[Physical quantity readout data]
'''
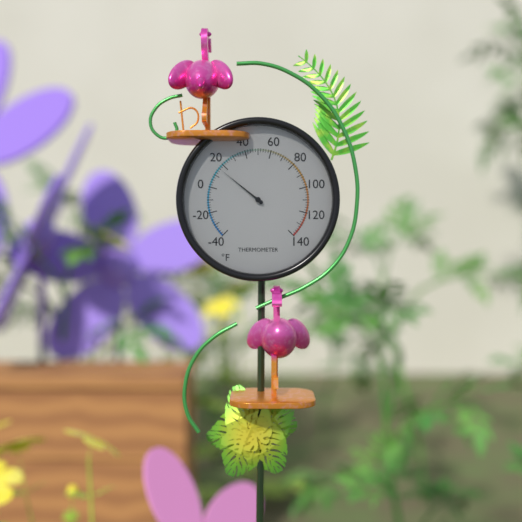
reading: 16 °F
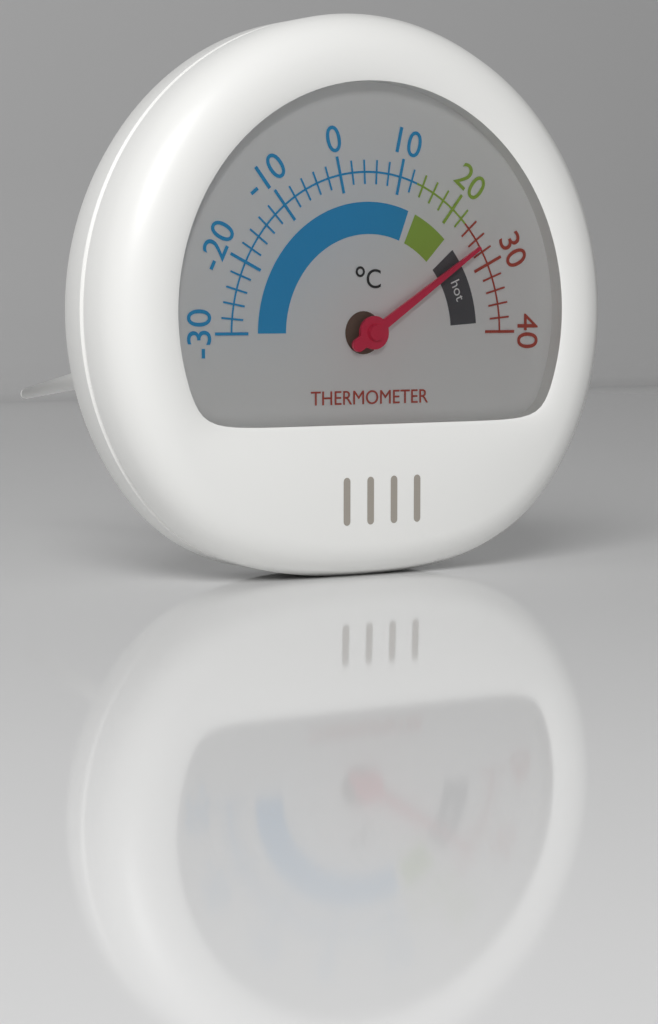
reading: 27 °C
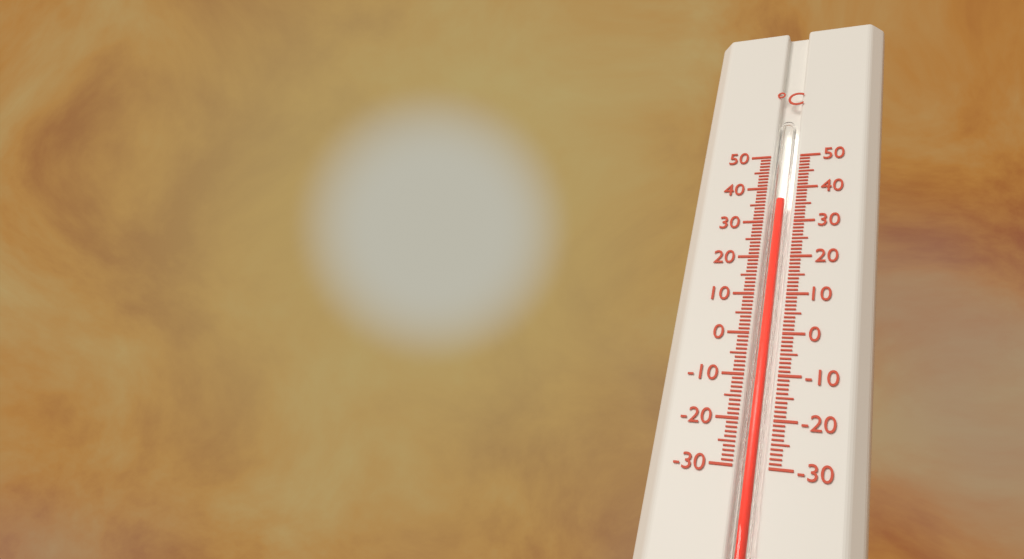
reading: 36 °C
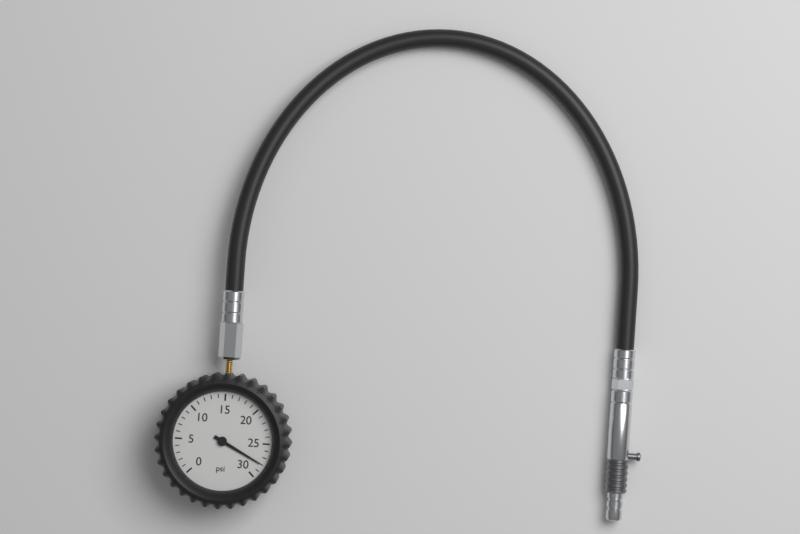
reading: 28 psi
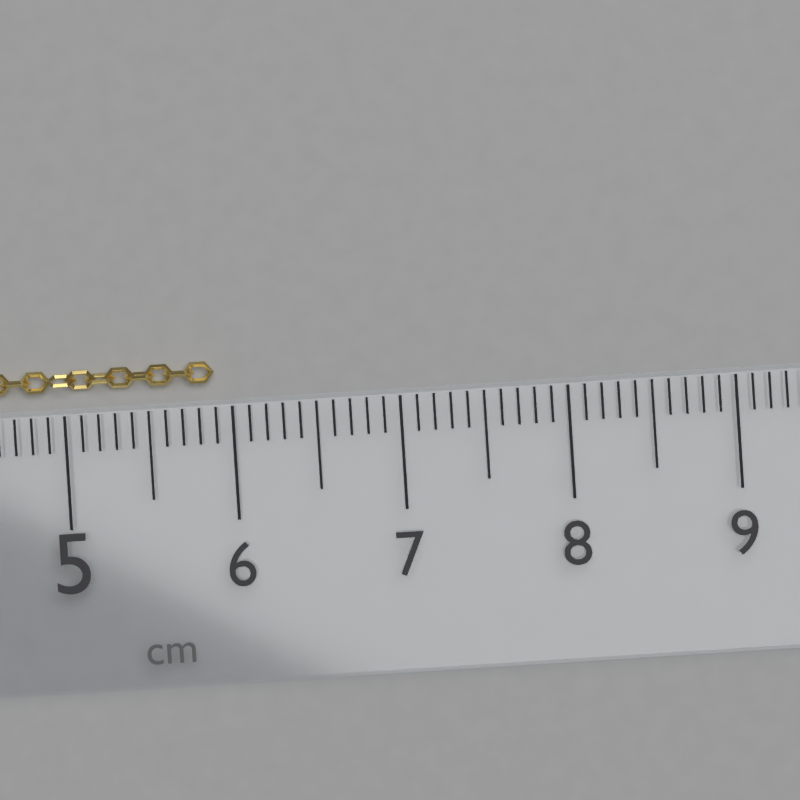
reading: 5.9 cm
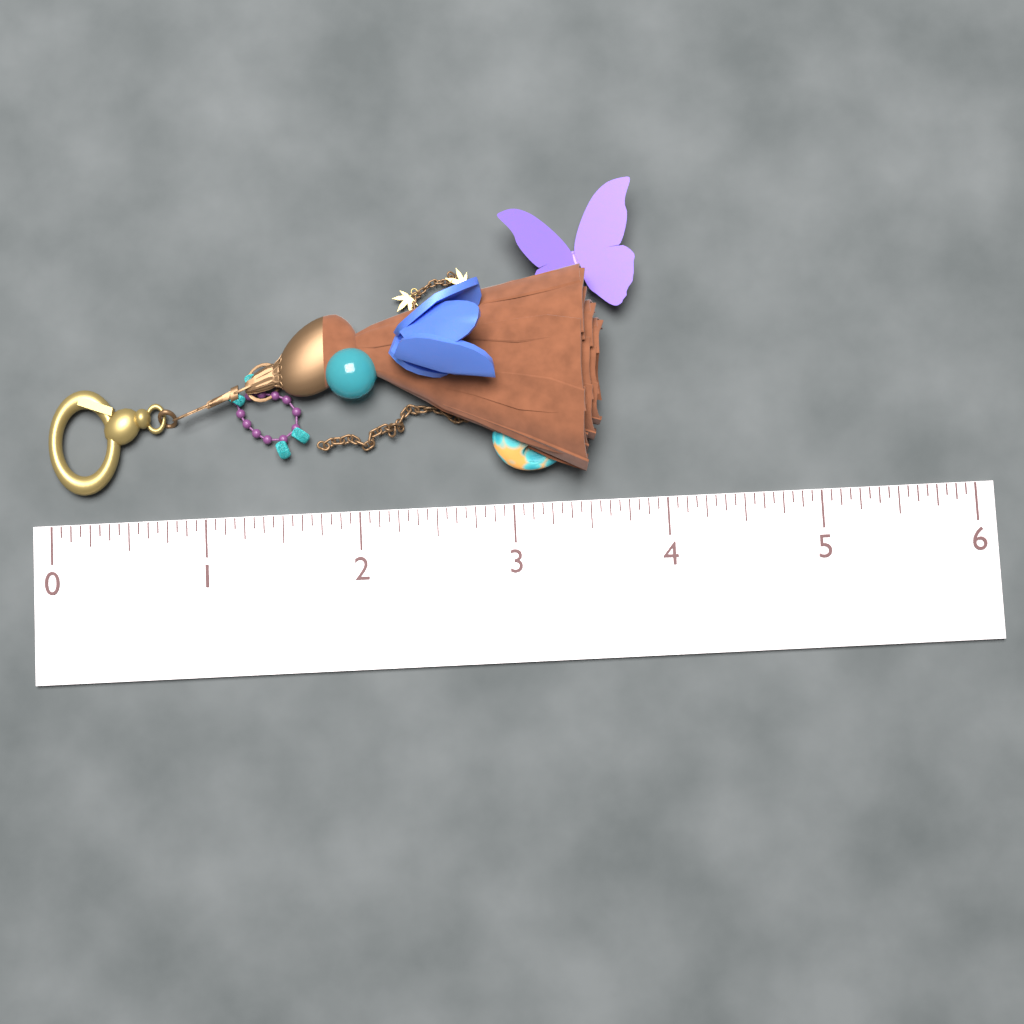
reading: 3.6250 (no unit)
'''
Brief
Every line of the data above should be repeated exactly. Omit the pictures.

Response to this exercise
reading: 16 °F
reading: 27 °C
reading: 36 °C
reading: 28 psi
reading: 5.9 cm
reading: 3.6250 (no unit)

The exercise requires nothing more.